We have been urging that we, the people of the United States, stop wasting time and effort in an endless, unproductive wrangle about how to best throw away a potentially-valuable resource: the Carbon Dioxide generated as a by-product of our coal use; and, instead, focus our efforts on finding ways to efficiently collect and profitably use it.
In support of our argument, we submit the enclosed expert testimony to our US Congress.
Some excerpts from the link:
"SANTA BARBARA, CA, May 11, 2009 (MARKETWIRE via COMTEX) ----Carbon Sciences Inc., the developer of a breakthrough technology to recycle carbon dioxide (CO2) emissions into gasoline and other fuels, announced that its innovative approach to carbon recycling was recognized in a testimony before the Senate Appropriations Subcommittee on Energy and Water Development Hearing on "Beneficial Reuse of Carbon Dioxide from Coal and Other Fossil Fuel Facilities" held on May 6."
(First, why wasn't this hearing publicized? Sounds to us like it should have been headline news in Appalachia, or anywhere else coal is mined to put bread on the table. - JtM)
"Margie Tatro, Director of Fuel and Water Systems at Sandia National Laboratories, the multi-program national security laboratory owned by the U.S. Department of Energy and Sandia Corporation, testified on the environmental and economic benefits that would be achieved with significant investments in the carbon recycling sector. The principle focus of Tatro's congressional testimony was on carbon recycling technologies, which she believes hold the most promise in carbon management over other approaches such as reducing, reusing or burying CO2."
"Tatro explained, "The U.S. economy and environment would benefit from investments in scalable technologies and processes for recycling of carbon dioxide (CO2) as one option for addressing two critical, yet interrelated, challenges facing our nation and the world -- stabilizing the concentration of CO2 in our atmosphere and producing new supplies of liquid hydrocarbon fuels that help reduce our dependence on petroleum."

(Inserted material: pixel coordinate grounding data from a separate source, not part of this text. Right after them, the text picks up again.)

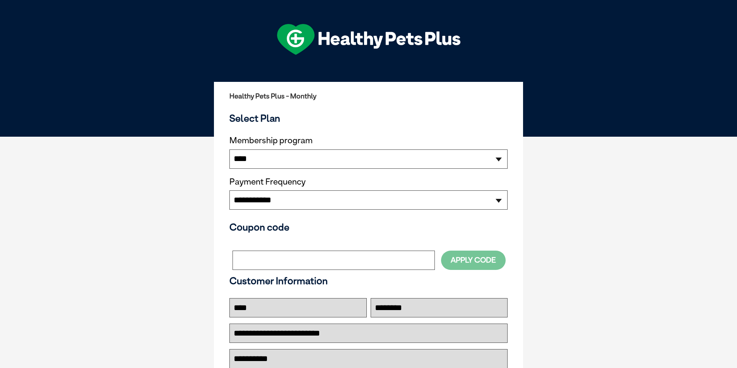 This screenshot has height=368, width=737. What do you see at coordinates (368, 141) in the screenshot?
I see `label: Membership program` at bounding box center [368, 141].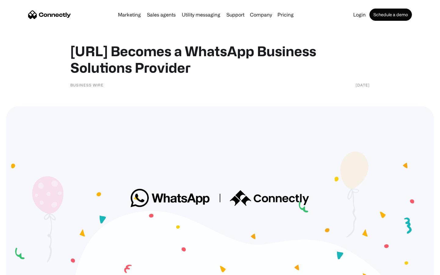 The width and height of the screenshot is (440, 275). Describe the element at coordinates (236, 15) in the screenshot. I see `a: Support` at that location.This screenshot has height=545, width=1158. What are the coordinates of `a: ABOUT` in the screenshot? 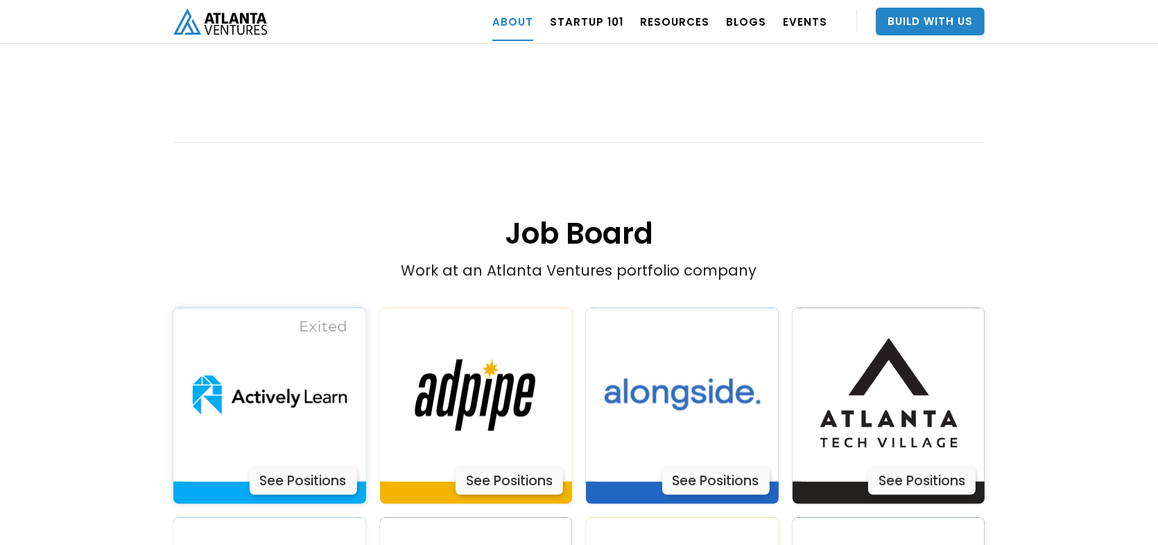 It's located at (513, 22).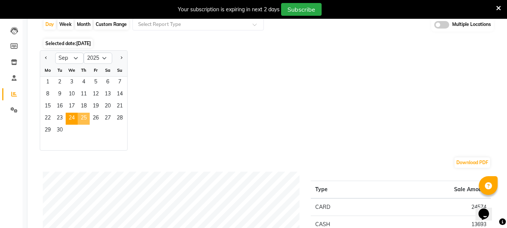 This screenshot has height=228, width=507. What do you see at coordinates (48, 119) in the screenshot?
I see `div: Monday, September 22, 2025` at bounding box center [48, 119].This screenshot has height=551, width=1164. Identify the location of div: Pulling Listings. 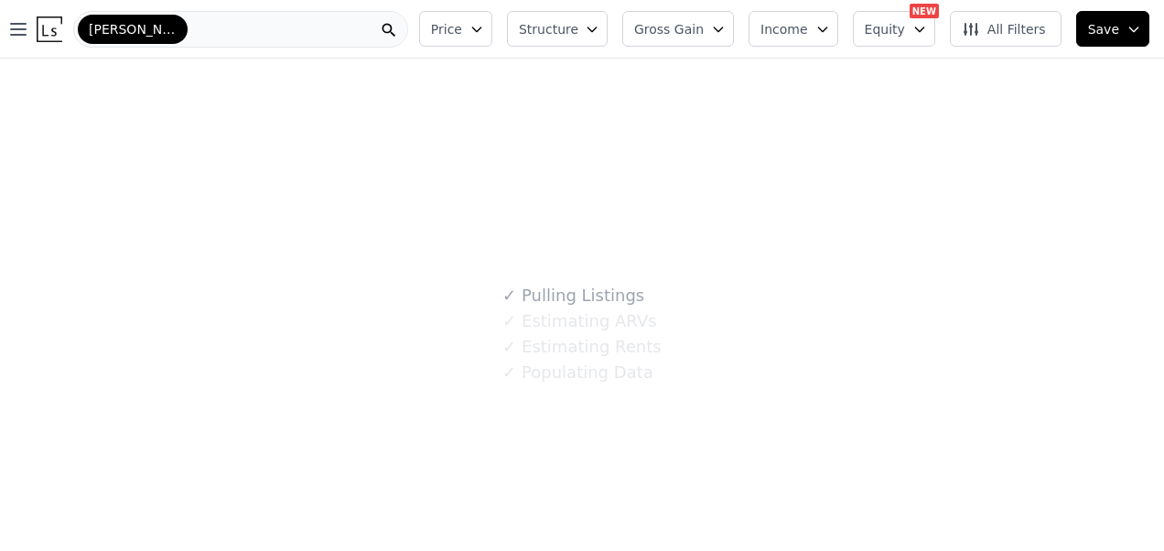
(573, 296).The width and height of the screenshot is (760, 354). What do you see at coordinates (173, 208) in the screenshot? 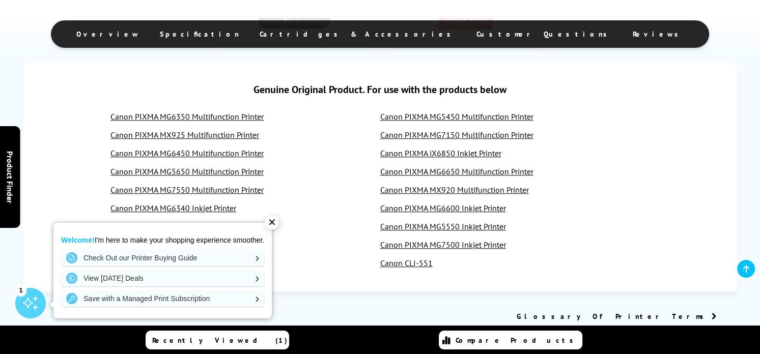
I see `a: Canon PIXMA MG6340 Inkjet Printer` at bounding box center [173, 208].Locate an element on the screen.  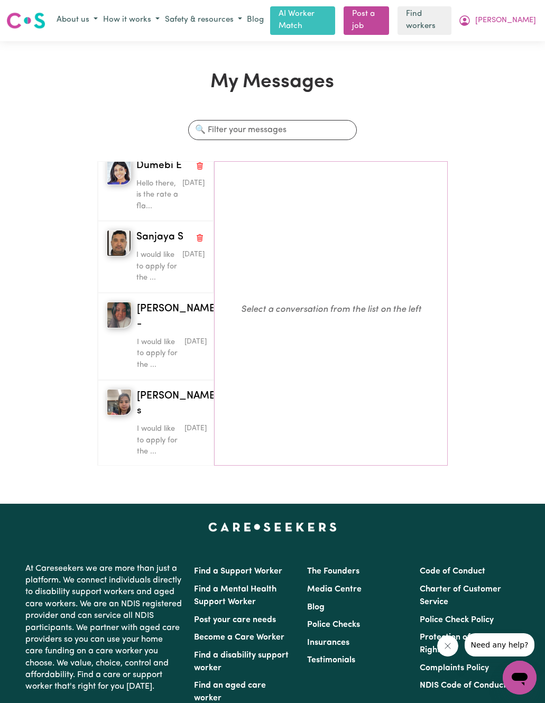
a: Find an aged care worker is located at coordinates (230, 692).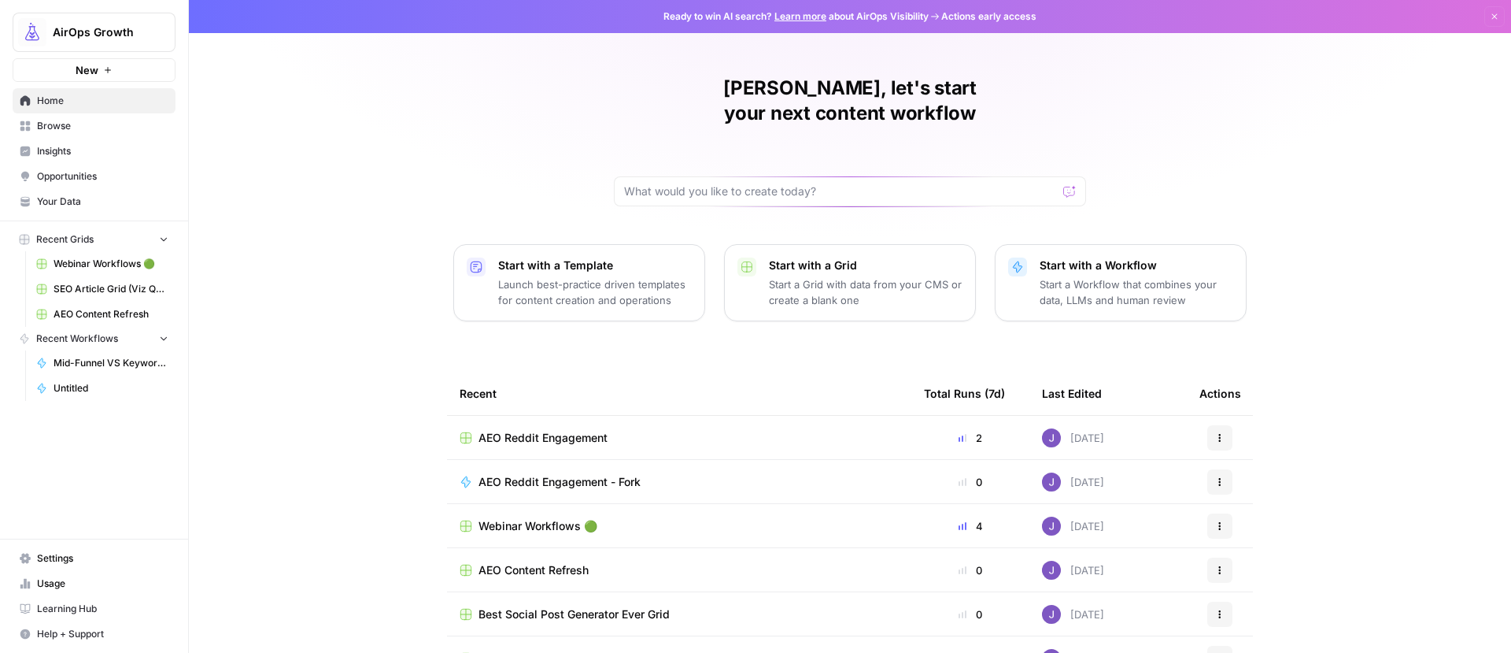 The width and height of the screenshot is (1511, 653). What do you see at coordinates (595, 265) in the screenshot?
I see `p: Start with a Template` at bounding box center [595, 265].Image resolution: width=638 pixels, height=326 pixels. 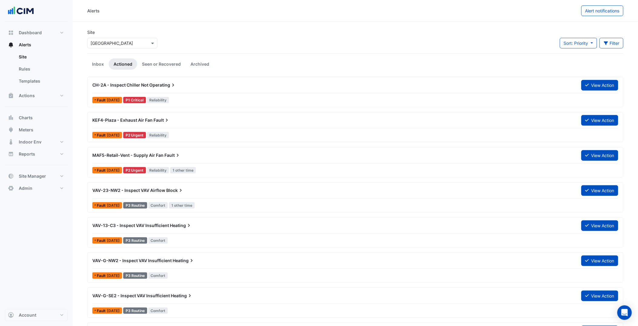 I want to click on button: Filter, so click(x=612, y=43).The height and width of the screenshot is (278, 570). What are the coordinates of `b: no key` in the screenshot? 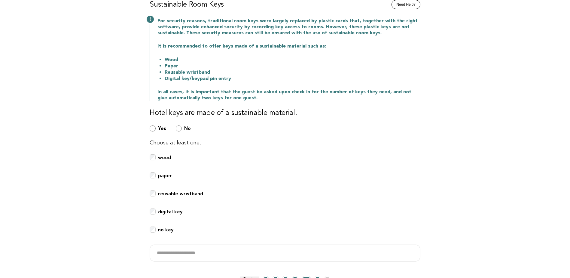 It's located at (166, 229).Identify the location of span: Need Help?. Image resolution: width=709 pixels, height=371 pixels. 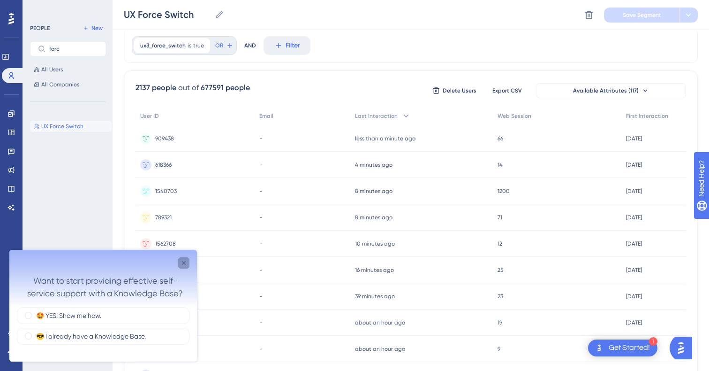
(40, 8). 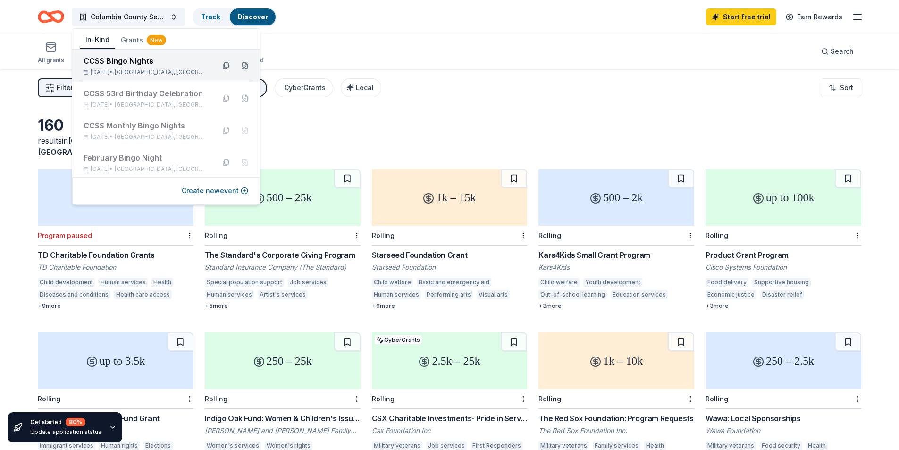 I want to click on div: Wawa Foundation, so click(x=784, y=431). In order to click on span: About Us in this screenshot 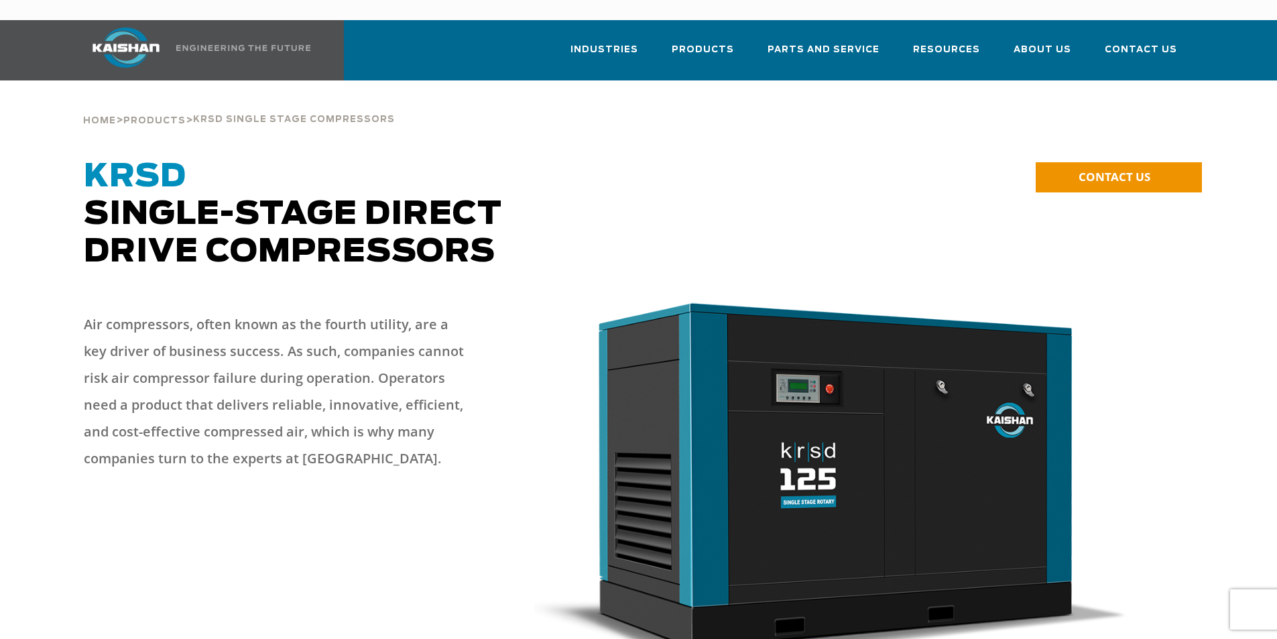, I will do `click(1043, 50)`.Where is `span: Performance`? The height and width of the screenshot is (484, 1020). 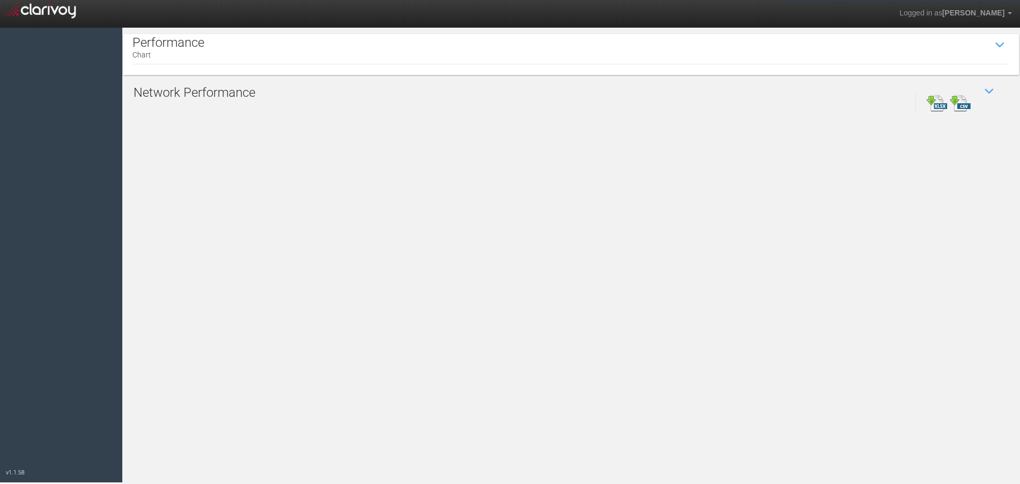
span: Performance is located at coordinates (168, 43). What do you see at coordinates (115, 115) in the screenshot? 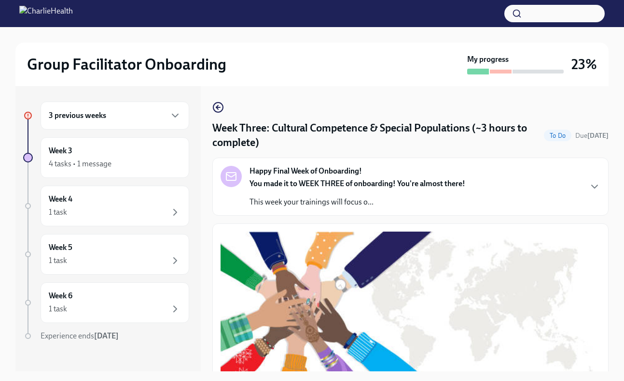
I see `div: 3 previous weeks` at bounding box center [115, 115].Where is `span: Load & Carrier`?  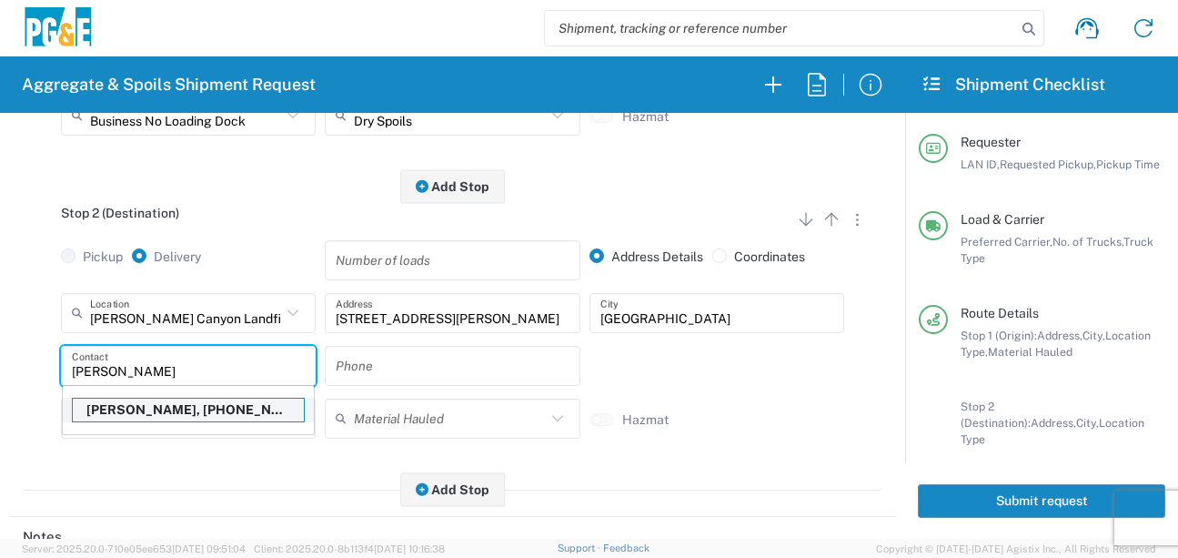 span: Load & Carrier is located at coordinates (1003, 219).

"Her testimony continued outlining specific carbon management options. Recognizing other progressive work in carbon recycling, Tatro said, "Hybrid biological and electrical approaches are showing progress. Examples include work at Princeton and announcements from the private sector, such as Carbon Sciences.""
We have previously documented for you some of the work at Princeton, and we will provide some documentation concerning Carbon Sciences, who are commercializing a technology purchased from, or assigned by, Canada's University of British Columbia, in Vancouver.
Point is, again: Carbon Dioxide arising from full implementation of our vast coal resources, whether we are using that coal to generate power or to synthesize much-needed liquid fuel and chemical manufacturing raw materials, is itself a valuable raw material resource, and we shouldn't allow ourselves to be either panicked by idealistic, but misinformed, utopians into pumping it all down geologic storage rat holes, or otherwise swindled by special commercial interests into strangling our coal-based industries.